When I'm tired, re-reading books or re-watching tv programmes is easier than new ones.

Not one you agree with PV, but low dose duloxetine (normally given for fibromyalgia pain) wiped out the anxiety I hadn't realised I was dealing with - it was a relief when it lifted, and my headaches abated.

This was interesting - wasn't actually aware how many adaptions I still actually make on a day to day basis.

Have quite a nice life now though, so worth doing I think. The interesting thing has been building up my capacity to have conversations, however trivial - though it was so very hard at first, particularly with new people - that seems to have been something that has dramatically improved with practice - whether that's from brain plasticity or just practice, I don't know.

in reply toPainting-girl

Practice and plasticity, same thing.

Good list.

Painting-girl profile image
Painting-girl in reply to

Thanks. And probably quite an important one - identify things you can do even when tired (usually away from screens). Doing my nails works for me - it's something you have to sit still for.

in reply toPainting-girl

You forgot to mention your painting, what does that entail, does it help in some way?
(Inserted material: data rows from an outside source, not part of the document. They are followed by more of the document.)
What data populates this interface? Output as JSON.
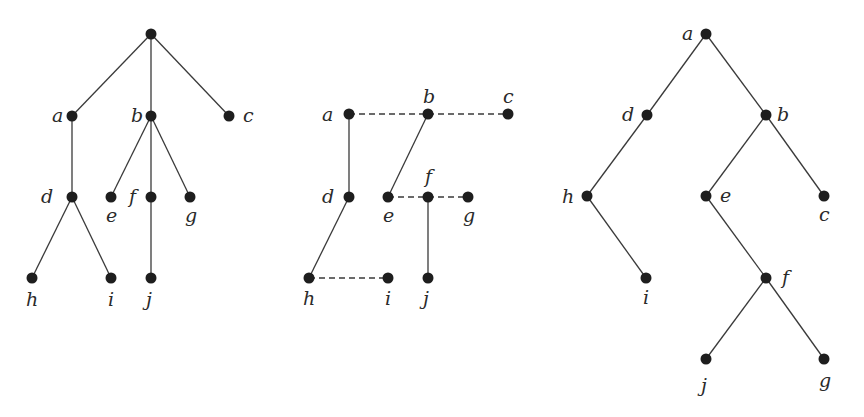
{
  "diagrams": [
    {
      "name": "ordered-tree",
      "nodes": [
        {
          "id": "root",
          "label": "",
          "x": 151,
          "y": 34
        },
        {
          "id": "a",
          "label": "a",
          "x": 72,
          "y": 116,
          "lx": 52,
          "ly": 122
        },
        {
          "id": "b",
          "label": "b",
          "x": 151,
          "y": 116,
          "lx": 131,
          "ly": 122
        },
        {
          "id": "c",
          "label": "c",
          "x": 229,
          "y": 116,
          "lx": 243,
          "ly": 122
        },
        {
          "id": "d",
          "label": "d",
          "x": 72,
          "y": 197,
          "lx": 41,
          "ly": 203
        },
        {
          "id": "e",
          "label": "e",
          "x": 111,
          "y": 197,
          "lx": 106,
          "ly": 222
        },
        {
          "id": "f",
          "label": "f",
          "x": 151,
          "y": 197,
          "lx": 129,
          "ly": 203
        },
        {
          "id": "g",
          "label": "g",
          "x": 190,
          "y": 197,
          "lx": 185,
          "ly": 222
        },
        {
          "id": "h",
          "label": "h",
          "x": 32,
          "y": 278,
          "lx": 26,
          "ly": 306
        },
        {
          "id": "i",
          "label": "i",
          "x": 111,
          "y": 278,
          "lx": 108,
          "ly": 306
        },
        {
          "id": "j",
          "label": "j",
          "x": 151,
          "y": 278,
          "lx": 146,
          "ly": 306
        }
      ],
      "edges": [
        {
          "from": "root",
          "to": "a",
          "style": "solid"
        },
        {
          "from": "root",
          "to": "b",
          "style": "solid"
        },
        {
          "from": "root",
          "to": "c",
          "style": "solid"
        },
        {
          "from": "a",
          "to": "d",
          "style": "solid"
        },
        {
          "from": "b",
          "to": "e",
          "style": "solid"
        },
        {
          "from": "b",
          "to": "f",
          "style": "solid"
        },
        {
          "from": "b",
          "to": "g",
          "style": "solid"
        },
        {
          "from": "d",
          "to": "h",
          "style": "solid"
        },
        {
          "from": "d",
          "to": "i",
          "style": "solid"
        },
        {
          "from": "f",
          "to": "j",
          "style": "solid"
        }
      ]
    },
    {
      "name": "first-child-next-sibling",
      "nodes": [
        {
          "id": "a",
          "label": "a",
          "x": 349,
          "y": 114,
          "lx": 322,
          "ly": 121
        },
        {
          "id": "b",
          "label": "b",
          "x": 428,
          "y": 114,
          "lx": 423,
          "ly": 103
        },
        {
          "id": "c",
          "label": "c",
          "x": 508,
          "y": 114,
          "lx": 503,
          "ly": 103
        },
        {
          "id": "d",
          "label": "d",
          "x": 349,
          "y": 197,
          "lx": 322,
          "ly": 203
        },
        {
          "id": "e",
          "label": "e",
          "x": 388,
          "y": 197,
          "lx": 383,
          "ly": 222
        },
        {
          "id": "f",
          "label": "f",
          "x": 428,
          "y": 197,
          "lx": 425,
          "ly": 183
        },
        {
          "id": "g",
          "label": "g",
          "x": 468,
          "y": 197,
          "lx": 463,
          "ly": 222
        },
        {
          "id": "h",
          "label": "h",
          "x": 309,
          "y": 278,
          "lx": 303,
          "ly": 305
        },
        {
          "id": "i",
          "label": "i",
          "x": 388,
          "y": 278,
          "lx": 385,
          "ly": 305
        },
        {
          "id": "j",
          "label": "j",
          "x": 428,
          "y": 278,
          "lx": 423,
          "ly": 305
        }
      ],
      "edges": [
        {
          "from": "a",
          "to": "b",
          "style": "dashed"
        },
        {
          "from": "b",
          "to": "c",
          "style": "dashed"
        },
        {
          "from": "a",
          "to": "d",
          "style": "solid"
        },
        {
          "from": "b",
          "to": "e",
          "style": "solid"
        },
        {
          "from": "e",
          "to": "f",
          "style": "dashed"
        },
        {
          "from": "f",
          "to": "g",
          "style": "dashed"
        },
        {
          "from": "d",
          "to": "h",
          "style": "solid"
        },
        {
          "from": "h",
          "to": "i",
          "style": "dashed"
        },
        {
          "from": "f",
          "to": "j",
          "style": "solid"
        }
      ]
    },
    {
      "name": "binary-tree",
      "nodes": [
        {
          "id": "a",
          "label": "a",
          "x": 706,
          "y": 34,
          "lx": 682,
          "ly": 40
        },
        {
          "id": "d",
          "label": "d",
          "x": 647,
          "y": 115,
          "lx": 622,
          "ly": 121
        },
        {
          "id": "b",
          "label": "b",
          "x": 766,
          "y": 115,
          "lx": 777,
          "ly": 121
        },
        {
          "id": "h",
          "label": "h",
          "x": 587,
          "y": 196,
          "lx": 562,
          "ly": 203
        },
        {
          "id": "e",
          "label": "e",
          "x": 706,
          "y": 196,
          "lx": 720,
          "ly": 202
        },
        {
          "id": "c",
          "label": "c",
          "x": 824,
          "y": 196,
          "lx": 819,
          "ly": 221
        },
        {
          "id": "i",
          "label": "i",
          "x": 646,
          "y": 278,
          "lx": 643,
          "ly": 304
        },
        {
          "id": "f",
          "label": "f",
          "x": 766,
          "y": 278,
          "lx": 782,
          "ly": 284
        },
        {
          "id": "j",
          "label": "j",
          "x": 706,
          "y": 359,
          "lx": 701,
          "ly": 392
        },
        {
          "id": "g",
          "label": "g",
          "x": 824,
          "y": 359,
          "lx": 819,
          "ly": 387
        }
      ],
      "edges": [
        {
          "from": "a",
          "to": "d",
          "style": "solid"
        },
        {
          "from": "a",
          "to": "b",
          "style": "solid"
        },
        {
          "from": "d",
          "to": "h",
          "style": "solid"
        },
        {
          "from": "b",
          "to": "e",
          "style": "solid"
        },
        {
          "from": "b",
          "to": "c",
          "style": "solid"
        },
        {
          "from": "h",
          "to": "i",
          "style": "solid"
        },
        {
          "from": "e",
          "to": "f",
          "style": "solid"
        },
        {
          "from": "f",
          "to": "j",
          "style": "solid"
        },
        {
          "from": "f",
          "to": "g",
          "style": "solid"
        }
      ]
    }
  ]
}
Painting-girl profile image
Painting-girl in reply to

The painting worked because it is something I could do even when fatigued. It's a pretty neutral activity. What I found was that I could concentrate on it for longer periods than anything else. I've had some educational training in special needs in the past, and one principle is that if you can get a child to concentrate in just one area , on anything - even if unconnected with a specific learning focus, that all areas will improve. Talked this over with a friend still in education who agreed. So I painted a lot, for the sheer pleasure of being able to focus and feel normal in one area at least. I note that my neuropsychological assessment picked up that visually I was still above normal, while other areas were below normal - which may have helped. I chose watercolour and because lockdown started, taught myself from library books. It's technically more challenging than other mediums which I really like. On the plus side you have to have drying time when working in watercolour so it builds in break times. Lessons were and are seriously hard work, but provide company and a fairly quiet environment. Painting for pleasure groups without tuition ( with the u3a) provide the gain without the pain.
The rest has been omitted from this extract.